When I saw Andrew Smith’s Winger at Chapters a few weeks ago – just for the cover alone – I
really wanted to read it. Winger is
about Ryan Dean West (Ryan Dean is his first name; he is more hesitant to share
his middle name) and follows him over the fall of his junior year at Pine
Mountain, a boarding school for rich kids. Before I read the book, it seemed
very similar to Jon van de Ruit’s Spud books,
about a boarding school in South Africa that focuses on the character of Spud
in particular. But I didn’t pick up the book right away, mostly because Andrew
Smith is also the author of The Marbury
Lens, a book I absolutely loved for its story and writing, but didn’t like
for its portrayal of female characters. But I picked up the book a week later,
and read it in two sittings, which was more than enough time to completely forget
about the comparison to Spud.
Ryan Dean West starts his junior year with the goal of
reinventing himself from the “bitch-ass” 14-year-old he is, two years younger
than anyone else in his year. He is at the top of his class and admits to
always making sure he gets a few questions wrong on a test in order to keep the
bell curve from being set too high for his classmates. When the book starts,
Ryan Dean is submerged face first into the toilet of his dormitory bathrooms,
already watching his goal of reinvention slide out of sight. This is the first
year that he’ll be living in O-Hall (Opportunity Hall), the dormitory that
students are sent to when they break the rules (Ryan Dean notes that almost
everyone is in there for fighting). Instead of rooming with his best friends
Seanie and JP in the normal dorms, he’s stuck with Chas Becker, big, mean, and
an asshole.
Ryan Dean also plays rugby for his school, and I really
appreciated Smith’s inclusion of the sport in this book, because it’s not often
that it’s at the heart of a YA novel (football and basketball are the two that
usually take precedence!). The games and practices provide a nice break in pace
from Ryan Dean’s narration, and also provide much of the conflict between Ryan
Dean and his friends. As one of the only openly gay students at Pine Mountain,
their captain, Joey, routinely gets in fights with the football team, and Ryan
Dean is one of the few who stand up for him.
Sam Bosma provides illustrations for the book, as Ryan Dean
describes his own experience with a mix of text and comic images. The story is
routinely funny and serious, and bounces back and forth between the two of them
in a way that is incredibly realistic for a high school experience.
But the problem of Smith’s female characters really took
away from the story, almost more than it did in The Marbury Lens. Ryan Dean is himself a sexist character, and
while this isn’t usually a problem in YA literature (because characters have
some awareness of their behavior and end up making a change by the end of the
novel), it is with Ryan Dean. For the first few hundred pages of the book, he
does not describe any female character without noting how hot or not hot she
is. But Smith’s female characters don’t ever get more than that “hot”
adjective; he doesn’t spend any more time on making them into dynamic
characters. This is completely opposite to how he describes male characters;
even Chas Becker has more depth than any female character.
And then there’s Ryan Dean’s love interest, Annie, who still
sees him as a young 14-year-old boy (and truthfully, that’s what he is, at two
years younger than her, and what 16-year-old girl would actually date a 14-year-old boy?). Yet when the unlikely romance does play out between
them (even though Annie says “I can’t be in love with you” constantly), and Ryan Dean goes home to Seattle with Annie for the
weekend, it becomes even more pained. Annie, for instance, makes sure Ryan Dean
brings a couple of pairs of his too-short pants back to her house with him so
that she and her mom can fix the hem. Smith writes, “That afternoon, Annie kept
her promise to fix my school pants, but her mom helped. So I stood there in the
‘sewing room’ in my socks and underwear doing the on-off routine with my pants
while hot Annie pinned and her hot mother worked the sewing machine.”
I usually love YA books with male protagonists. They usually
provide authentic, refreshing, and interesting points of view. And they can be
as crude as they need to be because there is still something genuine about
their male protagonists, something important and validating. Ryan Dean didn’t
ever change from being a 14-year-old junior who thought he deserved perfection
in every area of his life, who objectified the girls at his school while still
expecting them to fall in love with him and make all his sexual fantasies come
true. He doesn’t reinvent himself. He doesn’t change even a little bit.
I wanted to really, really love this book, but I just couldn’t
ever invest enough in the story, because when I did, all I ended up with was
another sexist, objectifying comment that took me right out of it again. For
Joey and Seanie and Chas, the boarding school setting, and ending, Winger is a really good book. But
without a single well-rounded female character, it was a miss for me.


In the material below, how many lines include the string "Varus"? Answer with the number and nothing else.

(Records for the exercise begins)

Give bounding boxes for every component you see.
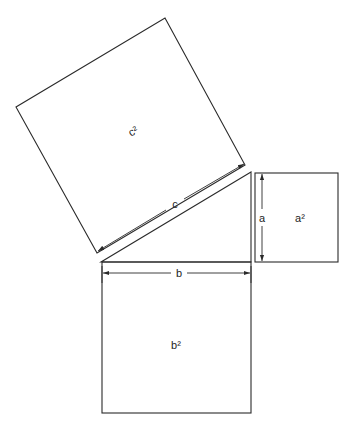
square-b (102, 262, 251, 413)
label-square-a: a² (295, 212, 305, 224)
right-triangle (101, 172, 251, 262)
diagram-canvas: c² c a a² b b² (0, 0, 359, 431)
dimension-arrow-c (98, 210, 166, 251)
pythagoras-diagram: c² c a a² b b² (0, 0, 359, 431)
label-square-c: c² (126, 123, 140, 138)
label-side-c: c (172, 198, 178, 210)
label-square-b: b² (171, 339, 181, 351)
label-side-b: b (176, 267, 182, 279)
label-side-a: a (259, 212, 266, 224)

(Records for the exercise ends)
(Records for the exercise begins)

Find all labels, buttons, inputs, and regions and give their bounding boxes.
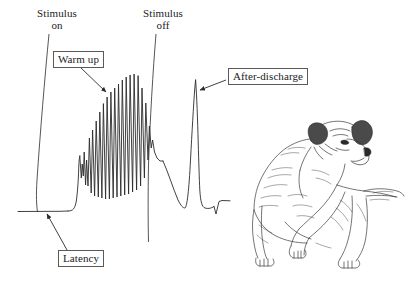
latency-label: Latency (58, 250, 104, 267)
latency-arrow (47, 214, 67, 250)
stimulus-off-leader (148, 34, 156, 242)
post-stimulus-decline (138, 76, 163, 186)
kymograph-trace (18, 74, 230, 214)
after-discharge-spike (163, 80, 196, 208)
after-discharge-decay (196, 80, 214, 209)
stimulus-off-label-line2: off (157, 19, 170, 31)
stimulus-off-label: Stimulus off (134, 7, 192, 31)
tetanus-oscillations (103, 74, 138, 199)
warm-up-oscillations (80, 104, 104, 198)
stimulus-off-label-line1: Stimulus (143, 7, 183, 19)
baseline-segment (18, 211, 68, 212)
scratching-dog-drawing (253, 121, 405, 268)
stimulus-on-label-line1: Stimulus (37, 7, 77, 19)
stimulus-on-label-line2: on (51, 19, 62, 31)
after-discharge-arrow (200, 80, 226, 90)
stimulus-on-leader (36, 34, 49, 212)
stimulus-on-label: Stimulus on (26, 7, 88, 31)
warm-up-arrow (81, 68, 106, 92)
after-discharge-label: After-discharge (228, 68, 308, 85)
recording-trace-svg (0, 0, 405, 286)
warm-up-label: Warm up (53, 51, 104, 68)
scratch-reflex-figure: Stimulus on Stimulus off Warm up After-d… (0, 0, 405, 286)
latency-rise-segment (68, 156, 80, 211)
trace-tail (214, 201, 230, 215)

(Records for the exercise ends)
(Records for the exercise begins)

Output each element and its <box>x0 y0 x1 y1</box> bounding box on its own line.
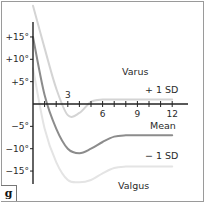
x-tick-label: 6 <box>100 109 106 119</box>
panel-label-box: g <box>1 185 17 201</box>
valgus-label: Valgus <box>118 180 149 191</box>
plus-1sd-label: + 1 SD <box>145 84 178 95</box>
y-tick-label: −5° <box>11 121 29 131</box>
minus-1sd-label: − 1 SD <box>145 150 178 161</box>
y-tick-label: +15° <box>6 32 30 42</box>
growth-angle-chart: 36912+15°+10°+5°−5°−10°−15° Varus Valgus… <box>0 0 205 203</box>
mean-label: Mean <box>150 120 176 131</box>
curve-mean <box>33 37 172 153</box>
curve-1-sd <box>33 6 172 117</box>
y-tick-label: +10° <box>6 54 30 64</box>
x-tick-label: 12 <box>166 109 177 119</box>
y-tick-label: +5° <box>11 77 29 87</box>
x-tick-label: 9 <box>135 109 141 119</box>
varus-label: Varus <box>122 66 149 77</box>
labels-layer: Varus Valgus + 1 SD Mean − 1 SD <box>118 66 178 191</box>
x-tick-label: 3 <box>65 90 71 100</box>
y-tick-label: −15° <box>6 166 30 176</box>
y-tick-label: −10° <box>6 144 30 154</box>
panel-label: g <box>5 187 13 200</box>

(Records for the exercise ends)

* _Output for this exercise_
3